The American Journal of Medicine (AJM), also known as The Green Journal, publishes original clinical articles of interest to physicians in internal medicine and its subspecialties, both in academia and community-based practice. AJM is sponsored by the Association of Professors of Medicine (APM), the organization that represents the chairs of academic departments of medicine in North America. The Green Journal welcomes evidence-based, concise, well-written manuscripts that provide information that will help practicing internists improve patient care. Examples of articles published in AJM include:
– Clinical trials and cohort studies with large patient populations.
– Careful physiological or pharmacological studies that explain normal function or the body’s response to disease.
– Analytic reviews such as meta-analyses and decision analyses that use a formal structure to summarize an important field.
– Reports of patients with common presentations or diseases, especially studies that delineate the natural history of important conditions.
The first issue of AJM was published in July 1946, shortly after the conclusion of World War II. The charter editor-in-chief was Alexander B. Gutman, MD, then an assistant professor of medicine at Columbia University in New York City.
In his introductory editorial, Gutman stated that the objectives of this new internal medicine journal included bringing the results of post World War II medical research to investigators and practitioners. One of the first articles dealt with serum and infectious hepatitis. Others published during that first year dealt with the then new antibiotic, penicillin, rheumatic heart disease, bronchogenic carcinoma, leukemia, peptic ulcer, migraine headache, infertility, hypertension, diabetes mellitus, rheumatoid arthritis, infectious endocarditis (called subacute bacterial endocarditis at that time), adrenal steroid therapy, amyloidosis, glomerulonephritis, low back pain, and hyperkalemia among others.
In concert with Gutman’s original vision and objectives, each monthly issue of AJM contains a variety of regular features whose goal is to make AJM as accessible as possible for both practicing and academic internists and subspecialists. Regular features include clinically relevant, practical review articles, images of the month, office management reviews, focused and critical commentaries on published guidelines, editorials, and diagnostic puzzles. In addition, AJM publishes high quality peer-reviewed scientific articles so that both practicing and academic physicians will be apprised of the latest scientific developments.
Elsevier, the publisher of AJM, is a global company with its headquarters in Amsterdam, The Netherlands and is the largest scientific and technical publisher in the world. The current editor-in-chief is Joseph S. Alpert, M,D., professor of medicine at the University of Arizona College of Medicine in Tucson, Arizona.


→ The task: Across the entries below, work out how many lines contain "name". Respond with the number and no other text.
-- Opening Marker --
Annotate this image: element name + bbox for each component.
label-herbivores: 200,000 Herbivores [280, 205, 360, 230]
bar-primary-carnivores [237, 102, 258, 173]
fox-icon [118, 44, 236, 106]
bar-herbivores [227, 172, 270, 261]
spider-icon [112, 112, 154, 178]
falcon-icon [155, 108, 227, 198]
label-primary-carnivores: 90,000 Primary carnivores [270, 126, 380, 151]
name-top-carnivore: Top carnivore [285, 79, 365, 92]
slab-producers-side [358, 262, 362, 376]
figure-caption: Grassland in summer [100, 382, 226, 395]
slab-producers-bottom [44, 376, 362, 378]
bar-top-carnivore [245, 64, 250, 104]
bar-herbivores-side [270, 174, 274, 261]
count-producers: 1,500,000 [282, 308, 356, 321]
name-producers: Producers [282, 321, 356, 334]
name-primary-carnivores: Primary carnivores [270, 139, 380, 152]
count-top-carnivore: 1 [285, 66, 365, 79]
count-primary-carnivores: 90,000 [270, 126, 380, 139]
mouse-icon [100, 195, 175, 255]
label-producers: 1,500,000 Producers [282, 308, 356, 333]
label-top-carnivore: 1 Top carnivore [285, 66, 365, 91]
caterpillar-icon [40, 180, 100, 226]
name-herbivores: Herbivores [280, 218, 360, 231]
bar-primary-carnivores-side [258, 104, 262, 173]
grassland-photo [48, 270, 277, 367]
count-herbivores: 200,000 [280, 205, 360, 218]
-- Closing Marker --
→ Your solution: 5